BERLIN is poised to strip the names of streets linked to atrocities committed during its occupation of Namibia (previously German South West Africa) and dedicate them to liberation fighters, part of a late reckoning with Germany’s brutal colonial history.
After more than a decade of debate, the three main parties in the Berlin Mitte district assembly voted this month to recommend new names for streets in the so-called African Quarter in the north-west of the German capital, spokesperson Melita Ersek said.
‘The final decision by the district councillor could take another month or so — the date is likely to be announced at another hearing [in mid-April],’ Ersek told AFP. ‘But it is quite common that the parties’ recommendation is adopted.’
The motion to drop the names associated with bloody suppression of Namibia during Germany’s 1884-1919 occupation marks a long-delayed victory for local activists. The African Quarter in the multi-ethnic, working-class neighbourhood of Wedding has streets and squares named for the founder of German South West Africa, Adolf Lüderitz, as well as Gustav Nachtigal, its imperial commissioner, and the founder of German East Africa in today’s Tanzania, Carl Peters.
Wedding was named for 12th century nobleman Rudolf de Weddinge.
‘The African Quarter still glorifies colonialism and its crimes,’ council members from the Greens, Social Democrats and Linke parties said in their joint motion. ‘This conflicts with our understanding of democracy and does lasting harm to the image of the city of Berlin.’
Following a re-design based on traffic flows, the sites are now to expected to be called Maji Maji Boulevard, Anna Mungunda Boulevard, Cornelius Frederiks Street and Bell Square.
Maji Maji was a battle cry used in the freedom struggle, which gave its name to the biggest African uprising against the Germans. Anna Mungunda was the first Herero woman to take a leading role in the independence movement. Cornelius Frederiks led the Nama people’s resistance fight.
Rudolf Douala Manga Bell was a Duala king in today’s Cameroon who, with his wife Emily, resisted land grabs by white colonisers.
The German occupiers of Namibia killed tens of thousands of indigenous Herero and Nama people in the 1904-1908 massacres, which historians have called the first genocide of the 20th century.
Germany has acknowledged that atrocities occurred at the hands of its colonial authorities, but it has repeatedly refused to pay direct reparations, citing millions of euros in development aid to the Namibian government.
Although the renaming looked set for approval, the daily Tagesspiegel reported that it could still run into resistance from residents and business owners complaining about the cost of address changes.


What to produce: In the data below, which lines contain "description"? List them by copying each one.

Given data:
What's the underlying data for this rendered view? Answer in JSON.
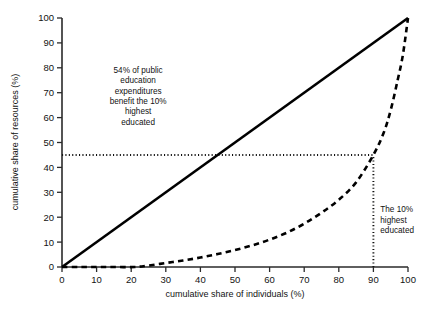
{
  "chart_data": {
    "type": "line",
    "title": "",
    "xlabel": "cumulative share of individuals (%)",
    "ylabel": "cumulative share of resources (%)",
    "xlim": [
      0,
      100
    ],
    "ylim": [
      0,
      100
    ],
    "xticks": [
      0,
      10,
      20,
      30,
      40,
      50,
      60,
      70,
      80,
      90,
      100
    ],
    "yticks": [
      0,
      10,
      20,
      30,
      40,
      50,
      60,
      70,
      80,
      90,
      100
    ],
    "xtick_labels": [
      "0",
      "10",
      "20",
      "30",
      "40",
      "50",
      "60",
      "70",
      "80",
      "90",
      "100"
    ],
    "ytick_labels": [
      "0",
      "10",
      "20",
      "30",
      "40",
      "50",
      "60",
      "70",
      "80",
      "90",
      "100"
    ],
    "grid": false,
    "legend": false,
    "series": [
      {
        "name": "line of perfect equality",
        "style": "solid",
        "color": "#000000",
        "x": [
          0,
          100
        ],
        "values": [
          0,
          100
        ]
      },
      {
        "name": "Lorenz curve of public education expenditures",
        "style": "dashed",
        "color": "#000000",
        "x": [
          0,
          5,
          10,
          15,
          21,
          25,
          30,
          35,
          40,
          45,
          50,
          55,
          60,
          65,
          70,
          75,
          80,
          85,
          90,
          93,
          95,
          97,
          98.5,
          100
        ],
        "values": [
          0,
          0,
          0,
          0,
          0,
          0.6,
          1.6,
          2.6,
          3.8,
          5.2,
          6.8,
          8.7,
          11.0,
          13.8,
          17.4,
          21.8,
          27.0,
          34.0,
          45.0,
          54.0,
          63.0,
          75.0,
          85.0,
          100
        ]
      }
    ],
    "reference_lines": [
      {
        "name": "resource-share-reference",
        "orientation": "horizontal",
        "value": 45,
        "from": 0,
        "to": 90,
        "style": "dotted"
      },
      {
        "name": "top-decile-reference",
        "orientation": "vertical",
        "value": 90,
        "from": 0,
        "to": 45,
        "style": "dotted"
      }
    ],
    "annotations": [
      {
        "name": "expenditure-share-annotation",
        "lines": [
          "54% of public",
          "education",
          "expenditures",
          "benefit the 10%",
          "highest",
          "educated"
        ],
        "x": 22,
        "y": 78,
        "align": "center"
      },
      {
        "name": "top-decile-annotation",
        "lines": [
          "The 10% highest",
          "educated"
        ],
        "display_lines": [
          "The 10%",
          "highest",
          "educated"
        ],
        "x": 92,
        "y": 22,
        "align": "left"
      }
    ]
  },
  "colors": {
    "background": "#ffffff",
    "axis": "#2b2b2b",
    "ink": "#000000",
    "text": "#121212"
  }
}
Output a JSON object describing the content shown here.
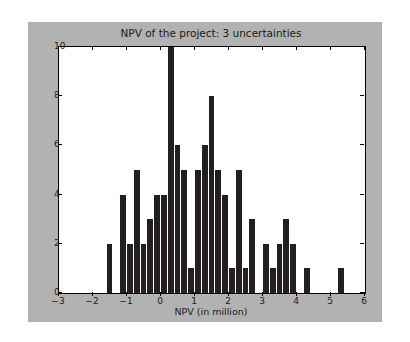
{
  "figure": {
    "background_color": "#b2b2b2",
    "page_background_color": "#ffffff",
    "axes_background_color": "#ffffff",
    "bar_color": "#231f20",
    "frame_color": "#000000"
  },
  "chart_data": {
    "type": "bar",
    "chart_subtype": "histogram",
    "title": "NPV of the project: 3 uncertainties",
    "xlabel": "NPV (in million)",
    "ylabel": "",
    "xlim": [
      -3,
      6
    ],
    "ylim": [
      0,
      10
    ],
    "grid": false,
    "legend": null,
    "xticks": [
      -3,
      -2,
      -1,
      0,
      1,
      2,
      3,
      4,
      5,
      6
    ],
    "xtick_labels": [
      "−3",
      "−2",
      "−1",
      "0",
      "1",
      "2",
      "3",
      "4",
      "5",
      "6"
    ],
    "yticks": [
      0,
      2,
      4,
      6,
      8,
      10
    ],
    "ytick_labels": [
      "0",
      "2",
      "4",
      "6",
      "8",
      "10"
    ],
    "bin_width": 0.2,
    "bins": [
      {
        "x0": -1.6,
        "x1": -1.4,
        "value": 2
      },
      {
        "x0": -1.4,
        "x1": -1.2,
        "value": 0
      },
      {
        "x0": -1.2,
        "x1": -1.0,
        "value": 4
      },
      {
        "x0": -1.0,
        "x1": -0.8,
        "value": 2
      },
      {
        "x0": -0.8,
        "x1": -0.6,
        "value": 5
      },
      {
        "x0": -0.6,
        "x1": -0.4,
        "value": 2
      },
      {
        "x0": -0.4,
        "x1": -0.2,
        "value": 3
      },
      {
        "x0": -0.2,
        "x1": 0.0,
        "value": 4
      },
      {
        "x0": 0.0,
        "x1": 0.2,
        "value": 4
      },
      {
        "x0": 0.2,
        "x1": 0.4,
        "value": 10
      },
      {
        "x0": 0.4,
        "x1": 0.6,
        "value": 6
      },
      {
        "x0": 0.6,
        "x1": 0.8,
        "value": 5
      },
      {
        "x0": 0.8,
        "x1": 1.0,
        "value": 1
      },
      {
        "x0": 1.0,
        "x1": 1.2,
        "value": 5
      },
      {
        "x0": 1.2,
        "x1": 1.4,
        "value": 6
      },
      {
        "x0": 1.4,
        "x1": 1.6,
        "value": 8
      },
      {
        "x0": 1.6,
        "x1": 1.8,
        "value": 5
      },
      {
        "x0": 1.8,
        "x1": 2.0,
        "value": 4
      },
      {
        "x0": 2.0,
        "x1": 2.2,
        "value": 1
      },
      {
        "x0": 2.2,
        "x1": 2.4,
        "value": 5
      },
      {
        "x0": 2.4,
        "x1": 2.6,
        "value": 1
      },
      {
        "x0": 2.6,
        "x1": 2.8,
        "value": 3
      },
      {
        "x0": 2.8,
        "x1": 3.0,
        "value": 0
      },
      {
        "x0": 3.0,
        "x1": 3.2,
        "value": 2
      },
      {
        "x0": 3.2,
        "x1": 3.4,
        "value": 1
      },
      {
        "x0": 3.4,
        "x1": 3.6,
        "value": 2
      },
      {
        "x0": 3.6,
        "x1": 3.8,
        "value": 3
      },
      {
        "x0": 3.8,
        "x1": 4.0,
        "value": 2
      },
      {
        "x0": 4.0,
        "x1": 4.2,
        "value": 0
      },
      {
        "x0": 4.2,
        "x1": 4.4,
        "value": 1
      },
      {
        "x0": 4.4,
        "x1": 4.6,
        "value": 0
      },
      {
        "x0": 4.6,
        "x1": 4.8,
        "value": 0
      },
      {
        "x0": 4.8,
        "x1": 5.0,
        "value": 0
      },
      {
        "x0": 5.0,
        "x1": 5.2,
        "value": 0
      },
      {
        "x0": 5.2,
        "x1": 5.4,
        "value": 1
      }
    ]
  }
}
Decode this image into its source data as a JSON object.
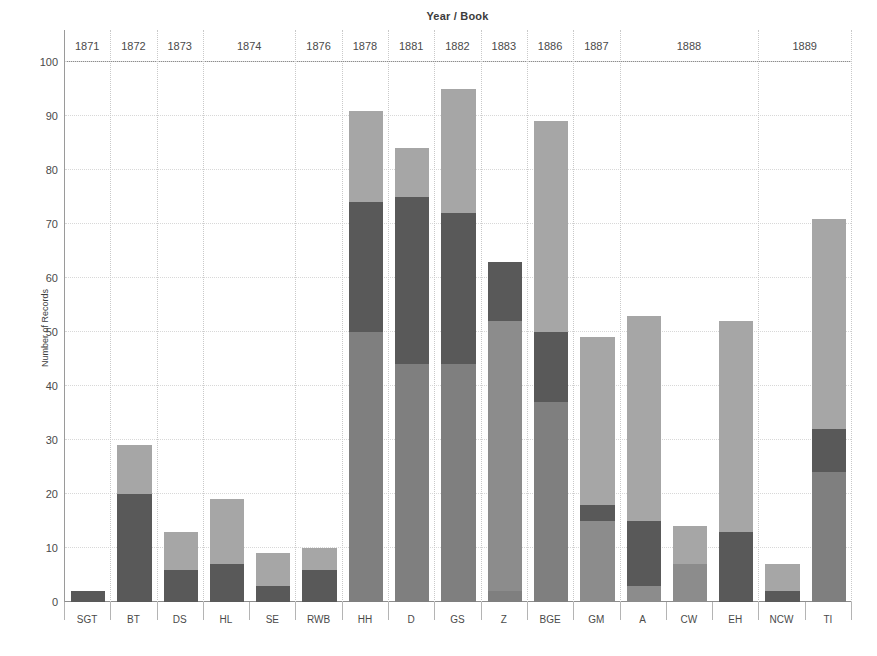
{
  "chart_data": {
    "type": "bar",
    "stacked": true,
    "title": "Year / Book",
    "xlabel": "",
    "ylabel": "Number of Records",
    "ylim": [
      0,
      100
    ],
    "yticks": [
      0,
      10,
      20,
      30,
      40,
      50,
      60,
      70,
      80,
      90,
      100
    ],
    "grid": true,
    "legend": "none",
    "categories": [
      "SGT",
      "BT",
      "DS",
      "HL",
      "SE",
      "RWB",
      "HH",
      "D",
      "GS",
      "Z",
      "BGE",
      "GM",
      "A",
      "CW",
      "EH",
      "NCW",
      "TI"
    ],
    "totals": [
      2,
      29,
      13,
      19,
      9,
      10,
      91,
      84,
      95,
      63,
      89,
      49,
      53,
      14,
      52,
      7,
      71
    ],
    "series": [
      {
        "name": "segment-1",
        "color": "#7f7f7f",
        "values": [
          0,
          0,
          0,
          0,
          0,
          0,
          50,
          44,
          44,
          2,
          37,
          0,
          0,
          0,
          0,
          0,
          24
        ]
      },
      {
        "name": "segment-2",
        "color": "#595959",
        "values": [
          2,
          20,
          6,
          7,
          3,
          6,
          24,
          31,
          28,
          0,
          13,
          15,
          3,
          0,
          0,
          2,
          8
        ]
      },
      {
        "name": "segment-3",
        "color": "#a6a6a6",
        "values": [
          0,
          9,
          7,
          12,
          6,
          4,
          17,
          9,
          23,
          61,
          39,
          2,
          12,
          7,
          13,
          5,
          39
        ]
      },
      {
        "name": "segment-4",
        "color": "#8c8c8c",
        "values": [
          0,
          0,
          0,
          0,
          0,
          0,
          0,
          0,
          0,
          0,
          0,
          32,
          38,
          7,
          39,
          0,
          0
        ]
      }
    ],
    "year_groups": [
      {
        "year": "1871",
        "books": [
          "SGT"
        ]
      },
      {
        "year": "1872",
        "books": [
          "BT"
        ]
      },
      {
        "year": "1873",
        "books": [
          "DS"
        ]
      },
      {
        "year": "1874",
        "books": [
          "HL",
          "SE"
        ]
      },
      {
        "year": "1876",
        "books": [
          "RWB"
        ]
      },
      {
        "year": "1878",
        "books": [
          "HH"
        ]
      },
      {
        "year": "1881",
        "books": [
          "D"
        ]
      },
      {
        "year": "1882",
        "books": [
          "GS"
        ]
      },
      {
        "year": "1883",
        "books": [
          "Z"
        ]
      },
      {
        "year": "1886",
        "books": [
          "BGE"
        ]
      },
      {
        "year": "1887",
        "books": [
          "GM"
        ]
      },
      {
        "year": "1888",
        "books": [
          "A",
          "CW",
          "EH"
        ]
      },
      {
        "year": "1889",
        "books": [
          "NCW",
          "TI"
        ]
      }
    ],
    "bar_stacks": [
      {
        "book": "SGT",
        "segments": [
          {
            "from": 0,
            "to": 2,
            "color": "#595959"
          }
        ]
      },
      {
        "book": "BT",
        "segments": [
          {
            "from": 0,
            "to": 20,
            "color": "#595959"
          },
          {
            "from": 20,
            "to": 29,
            "color": "#a6a6a6"
          }
        ]
      },
      {
        "book": "DS",
        "segments": [
          {
            "from": 0,
            "to": 6,
            "color": "#595959"
          },
          {
            "from": 6,
            "to": 13,
            "color": "#a6a6a6"
          }
        ]
      },
      {
        "book": "HL",
        "segments": [
          {
            "from": 0,
            "to": 7,
            "color": "#595959"
          },
          {
            "from": 7,
            "to": 19,
            "color": "#a6a6a6"
          }
        ]
      },
      {
        "book": "SE",
        "segments": [
          {
            "from": 0,
            "to": 3,
            "color": "#595959"
          },
          {
            "from": 3,
            "to": 9,
            "color": "#a6a6a6"
          }
        ]
      },
      {
        "book": "RWB",
        "segments": [
          {
            "from": 0,
            "to": 6,
            "color": "#595959"
          },
          {
            "from": 6,
            "to": 10,
            "color": "#a6a6a6"
          }
        ]
      },
      {
        "book": "HH",
        "segments": [
          {
            "from": 0,
            "to": 50,
            "color": "#7f7f7f"
          },
          {
            "from": 50,
            "to": 74,
            "color": "#595959"
          },
          {
            "from": 74,
            "to": 91,
            "color": "#a6a6a6"
          }
        ]
      },
      {
        "book": "D",
        "segments": [
          {
            "from": 0,
            "to": 44,
            "color": "#7f7f7f"
          },
          {
            "from": 44,
            "to": 75,
            "color": "#595959"
          },
          {
            "from": 75,
            "to": 84,
            "color": "#a6a6a6"
          }
        ]
      },
      {
        "book": "GS",
        "segments": [
          {
            "from": 0,
            "to": 44,
            "color": "#7f7f7f"
          },
          {
            "from": 44,
            "to": 72,
            "color": "#595959"
          },
          {
            "from": 72,
            "to": 95,
            "color": "#a6a6a6"
          }
        ]
      },
      {
        "book": "Z",
        "segments": [
          {
            "from": 0,
            "to": 2,
            "color": "#7f7f7f"
          },
          {
            "from": 2,
            "to": 52,
            "color": "#8c8c8c"
          },
          {
            "from": 52,
            "to": 63,
            "color": "#595959"
          }
        ]
      },
      {
        "book": "BGE",
        "segments": [
          {
            "from": 0,
            "to": 37,
            "color": "#7f7f7f"
          },
          {
            "from": 37,
            "to": 50,
            "color": "#595959"
          },
          {
            "from": 50,
            "to": 89,
            "color": "#a6a6a6"
          }
        ]
      },
      {
        "book": "GM",
        "segments": [
          {
            "from": 0,
            "to": 15,
            "color": "#8c8c8c"
          },
          {
            "from": 15,
            "to": 18,
            "color": "#595959"
          },
          {
            "from": 18,
            "to": 49,
            "color": "#a6a6a6"
          }
        ]
      },
      {
        "book": "A",
        "segments": [
          {
            "from": 0,
            "to": 3,
            "color": "#8c8c8c"
          },
          {
            "from": 3,
            "to": 15,
            "color": "#595959"
          },
          {
            "from": 15,
            "to": 53,
            "color": "#a6a6a6"
          }
        ]
      },
      {
        "book": "CW",
        "segments": [
          {
            "from": 0,
            "to": 7,
            "color": "#8c8c8c"
          },
          {
            "from": 7,
            "to": 14,
            "color": "#a6a6a6"
          }
        ]
      },
      {
        "book": "EH",
        "segments": [
          {
            "from": 0,
            "to": 13,
            "color": "#595959"
          },
          {
            "from": 13,
            "to": 52,
            "color": "#a6a6a6"
          }
        ]
      },
      {
        "book": "NCW",
        "segments": [
          {
            "from": 0,
            "to": 2,
            "color": "#595959"
          },
          {
            "from": 2,
            "to": 7,
            "color": "#a6a6a6"
          }
        ]
      },
      {
        "book": "TI",
        "segments": [
          {
            "from": 0,
            "to": 24,
            "color": "#7f7f7f"
          },
          {
            "from": 24,
            "to": 32,
            "color": "#595959"
          },
          {
            "from": 32,
            "to": 71,
            "color": "#a6a6a6"
          }
        ]
      }
    ]
  },
  "axis": {
    "y_title": "Number of Records",
    "top_title": "Year / Book"
  }
}
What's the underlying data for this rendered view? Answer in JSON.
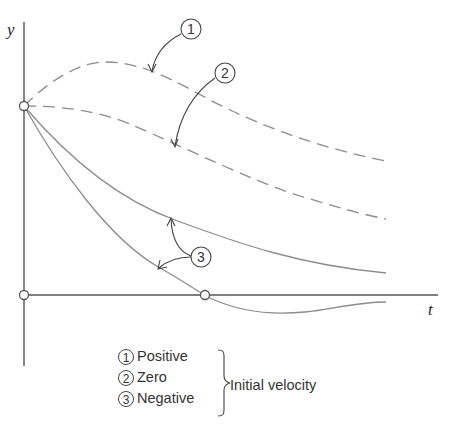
{
  "diagram": {
    "axes": {
      "y_label": "y",
      "x_label": "t"
    },
    "curves": [
      {
        "id": "1",
        "style": "dashed",
        "description": "Positive initial velocity: rises to a maximum then decays"
      },
      {
        "id": "2",
        "style": "dashed",
        "description": "Zero initial velocity: starts flat then decays"
      },
      {
        "id": "3a",
        "style": "solid",
        "description": "Negative initial velocity: decays without crossing"
      },
      {
        "id": "3b",
        "style": "solid",
        "description": "Negative initial velocity: crosses the t-axis once then approaches from below"
      }
    ],
    "callouts": [
      {
        "label": "1"
      },
      {
        "label": "2"
      },
      {
        "label": "3"
      }
    ],
    "legend": {
      "items": [
        {
          "number": "1",
          "label": "Positive"
        },
        {
          "number": "2",
          "label": "Zero"
        },
        {
          "number": "3",
          "label": "Negative"
        }
      ],
      "group_label": "Initial velocity"
    }
  }
}
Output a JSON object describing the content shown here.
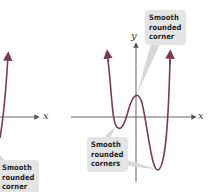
{
  "left_graph": {
    "x_axis_label": "x",
    "callout": {
      "line1": "Smooth",
      "line2": "rounded",
      "line3": "corner"
    }
  },
  "right_graph": {
    "y_axis_label": "y",
    "x_axis_label": "x",
    "callout_top": {
      "line1": "Smooth",
      "line2": "rounded",
      "line3": "corner"
    },
    "callout_bottom": {
      "line1": "Smooth",
      "line2": "rounded",
      "line3": "corners"
    }
  },
  "colors": {
    "curve": "#7a3b5a",
    "axis": "#555555",
    "callout_bg": "#e4e4e4",
    "leader": "#d8d8d8"
  }
}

Answer section:
        "description": "Positive initial velocity: rises to a maximum then decays"
        "description": "Zero initial velocity: starts flat then decays"
        "description": "Negative initial velocity: decays without crossing"
        "description": "Negative initial velocity: crosses the t-axis once then approaches from below"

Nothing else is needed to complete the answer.